The relationship between an individual and society is like that between a drop and an ocean. According to the philosophy of anekant, the relation between the individual and society is so close that it cannot be severed.
Shaking a finger results in shaking the whole world. When a cloth is torn, some of the atoms thus released may travel thousands of kilometres and may even cause ripples in a sheet of water if they strike it.
This encapsulates the entire theory of the environment. Everyone and everything is so closely related. We need to experience this all-pervasive universal inter-relatedness. It applies to the individual and to society.
The true understanding of and reflection on the individual and society is possible only by a proper understanding and application of the language and methodology of anekant. Every individual has special characteristics. Individuals do not belong to society and so are altogether individual or personal. For instance, it is the individual and not society who has a body.
Similarly, thinking, feeling and action all belong to the individual. Qualities like tolerance and modesty are also entirely personal. Thus a person's individuality or personality means a harmonious combination of his characteristic traits. Individuality shows itself in the form of behaviour, which is the external manifestation of inner special qualities. Behaviour acts as a binding agent of society.
If society is a portrait, human behaviour is its canvas. An individual is assessed on the basis of the quality of his behaviour, his speech, thoughts and feelings. What else is society but the final outcome of individual behaviour? Inter-personal behaviour shapes society. The latter cannot exist if each individual were an island unto himself, non-interactive and non-reactive.
Tolerance, unseen, becomes manifest in behaviour. If a man stays calm and unruffled and does not retaliate even in the face of abuse and ill-treatment, it is not difficult to infer that he is well-bred and cultured.
Lord Buddha kept laughing in the face of invective accusation. Someone asked him if he did not feel anger. His reply was - if someone offers you something and you do not accept it, the thing offered remains with him who offered it. Invective not accepted belongs where it came from. The behaviour got modified as a result of tolerance.
Once, Jain acharyas entered into a controversy. Should ascetics wear clothes or not? Those who thought clothes were dispensable made out that they represented the acme of virtue. One of the acharyas following anekant said that practice differed - some people using one, some two, some three dresses and some others no dress at all.
Using dress was no vice, not using any also meant a certain special spiritual effort. Neither was to be looked down upon. It is good if someone fasts, but those who do not should not be regarded as being inferior. No room should be given to self-conceit.
There is something remarkable in having neither disdain nor conceit, in neither self-glorification nor decrying others, in neither one-sided insistence nor false belief, but in believing in an integrated anekant methodology.
Perhaps it is the best principle of building personality.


Problem statement> Drop every picture and give the entries back exactly.

======== Data shown ========

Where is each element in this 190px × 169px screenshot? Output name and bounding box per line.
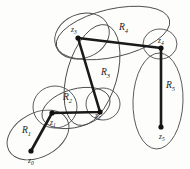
region-label-r5: R5 xyxy=(165,80,176,92)
node-z4 xyxy=(158,45,163,50)
figure-canvas: R1 R2 R3 R4 R5 z0 z1 z2 xyxy=(0,0,190,169)
node-label-z1: z1 xyxy=(49,118,56,128)
region-label-r4: R4 xyxy=(118,22,129,34)
node-z2 xyxy=(97,109,102,114)
region-r5-ellipse xyxy=(131,52,184,150)
node-label-z5: z5 xyxy=(158,132,165,142)
node-label-z3: z3 xyxy=(70,25,77,35)
node-label-z0: z0 xyxy=(27,156,34,166)
node-z1 xyxy=(49,110,54,115)
polygonal-path xyxy=(31,38,161,151)
region-r2-r3-overlap-arc xyxy=(86,88,120,120)
node-label-z4: z4 xyxy=(157,36,164,46)
region-label-r1: R1 xyxy=(21,125,31,137)
region-path-diagram: R1 R2 R3 R4 R5 z0 z1 z2 xyxy=(0,0,190,169)
region-r3-r4-overlap-arc xyxy=(48,5,116,67)
region-label-r2: R2 xyxy=(62,92,73,104)
node-z5 xyxy=(158,124,163,129)
region-label-r3: R3 xyxy=(100,67,111,79)
node-z3 xyxy=(75,35,80,40)
node-z0 xyxy=(28,148,33,153)
region-r3-ellipse xyxy=(54,18,131,132)
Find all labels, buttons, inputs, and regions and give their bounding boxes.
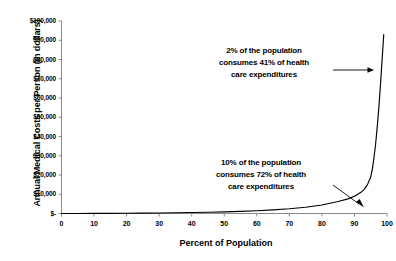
y-tick-label: $60,000: [0, 94, 56, 101]
annotation-top-line-2: consumes 41% of health: [196, 57, 332, 69]
annotation-top-2-percent: 2% of the population consumes 41% of hea…: [196, 45, 332, 81]
y-tick-label: $50,000: [0, 113, 56, 120]
y-tick-label: $30,000: [0, 152, 56, 159]
annotation-bottom-line-1: 10% of the population: [190, 157, 332, 169]
chart-container: Annual Medical Costs per Person (in doll…: [0, 0, 396, 261]
annotation-bottom-10-percent: 10% of the population consumes 72% of he…: [190, 157, 332, 193]
x-tick-label: 90: [339, 220, 369, 228]
x-tick-label: 30: [144, 220, 174, 228]
annotation-bottom-line-2: consumes 72% of health: [190, 169, 332, 181]
annotation-arrow-bottom: [333, 185, 364, 208]
x-tick-label: 70: [274, 220, 304, 228]
x-tick-label: 80: [307, 220, 337, 228]
y-tick-label: $100,000: [0, 17, 56, 24]
annotation-arrow-top: [333, 67, 374, 73]
x-tick-label: 100: [372, 220, 396, 228]
annotation-top-line-1: 2% of the population: [196, 45, 332, 57]
x-tick-label: 40: [177, 220, 207, 228]
x-tick-label: 50: [209, 220, 239, 228]
y-tick-label: $20,000: [0, 171, 56, 178]
x-tick-label: 10: [79, 220, 109, 228]
y-tick-label: $70,000: [0, 75, 56, 82]
x-tick-label: 0: [47, 220, 77, 228]
y-tick-label: $40,000: [0, 133, 56, 140]
x-tick-label: 60: [242, 220, 272, 228]
y-tick-label: $10,000: [0, 190, 56, 197]
y-tick-label: $-: [0, 210, 56, 217]
y-tick-label: $90,000: [0, 36, 56, 43]
x-tick-label: 20: [112, 220, 142, 228]
x-axis-title: Percent of Population: [66, 238, 386, 248]
annotation-bottom-line-3: care expenditures: [190, 181, 332, 193]
annotation-top-line-3: care expenditures: [196, 69, 332, 81]
y-tick-label: $80,000: [0, 56, 56, 63]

========

Response to the task>
Where is each element in this 190px × 169px screenshot? Output name and bounding box per line.
region-label-r5: R5 xyxy=(165,80,176,92)
node-z4 xyxy=(158,45,163,50)
figure-canvas: R1 R2 R3 R4 R5 z0 z1 z2 xyxy=(0,0,190,169)
node-label-z1: z1 xyxy=(49,118,56,128)
region-label-r4: R4 xyxy=(118,22,129,34)
node-z2 xyxy=(97,109,102,114)
region-r5-ellipse xyxy=(131,52,184,150)
node-label-z5: z5 xyxy=(158,132,165,142)
node-label-z3: z3 xyxy=(70,25,77,35)
node-label-z0: z0 xyxy=(27,156,34,166)
node-z1 xyxy=(49,110,54,115)
polygonal-path xyxy=(31,38,161,151)
region-r2-r3-overlap-arc xyxy=(86,88,120,120)
node-label-z4: z4 xyxy=(157,36,164,46)
region-label-r1: R1 xyxy=(21,125,31,137)
region-path-diagram: R1 R2 R3 R4 R5 z0 z1 z2 xyxy=(0,0,190,169)
region-r3-r4-overlap-arc xyxy=(48,5,116,67)
region-label-r2: R2 xyxy=(62,92,73,104)
node-z5 xyxy=(158,124,163,129)
region-label-r3: R3 xyxy=(100,67,111,79)
node-z3 xyxy=(75,35,80,40)
node-z0 xyxy=(28,148,33,153)
region-r3-ellipse xyxy=(54,18,131,132)
Find all labels, buttons, inputs, and regions and give their bounding boxes.
y-tick-label: $60,000: [0, 94, 56, 101]
annotation-top-line-2: consumes 41% of health: [196, 57, 332, 69]
annotation-top-2-percent: 2% of the population consumes 41% of hea…: [196, 45, 332, 81]
y-tick-label: $50,000: [0, 113, 56, 120]
y-tick-label: $30,000: [0, 152, 56, 159]
annotation-bottom-line-1: 10% of the population: [190, 157, 332, 169]
chart-container: Annual Medical Costs per Person (in doll…: [0, 0, 396, 261]
annotation-bottom-10-percent: 10% of the population consumes 72% of he…: [190, 157, 332, 193]
x-tick-label: 90: [339, 220, 369, 228]
x-tick-label: 30: [144, 220, 174, 228]
annotation-bottom-line-2: consumes 72% of health: [190, 169, 332, 181]
annotation-arrow-bottom: [333, 185, 364, 208]
x-tick-label: 70: [274, 220, 304, 228]
x-tick-label: 80: [307, 220, 337, 228]
y-tick-label: $100,000: [0, 17, 56, 24]
annotation-arrow-top: [333, 67, 374, 73]
x-tick-label: 100: [372, 220, 396, 228]
annotation-top-line-1: 2% of the population: [196, 45, 332, 57]
x-tick-label: 40: [177, 220, 207, 228]
x-tick-label: 50: [209, 220, 239, 228]
y-tick-label: $20,000: [0, 171, 56, 178]
x-tick-label: 10: [79, 220, 109, 228]
y-tick-label: $70,000: [0, 75, 56, 82]
x-tick-label: 0: [47, 220, 77, 228]
y-tick-label: $40,000: [0, 133, 56, 140]
x-tick-label: 60: [242, 220, 272, 228]
y-tick-label: $10,000: [0, 190, 56, 197]
y-tick-label: $-: [0, 210, 56, 217]
y-tick-label: $90,000: [0, 36, 56, 43]
x-tick-label: 20: [112, 220, 142, 228]
x-axis-title: Percent of Population: [66, 238, 386, 248]
annotation-bottom-line-3: care expenditures: [190, 181, 332, 193]
annotation-top-line-3: care expenditures: [196, 69, 332, 81]
y-tick-label: $80,000: [0, 56, 56, 63]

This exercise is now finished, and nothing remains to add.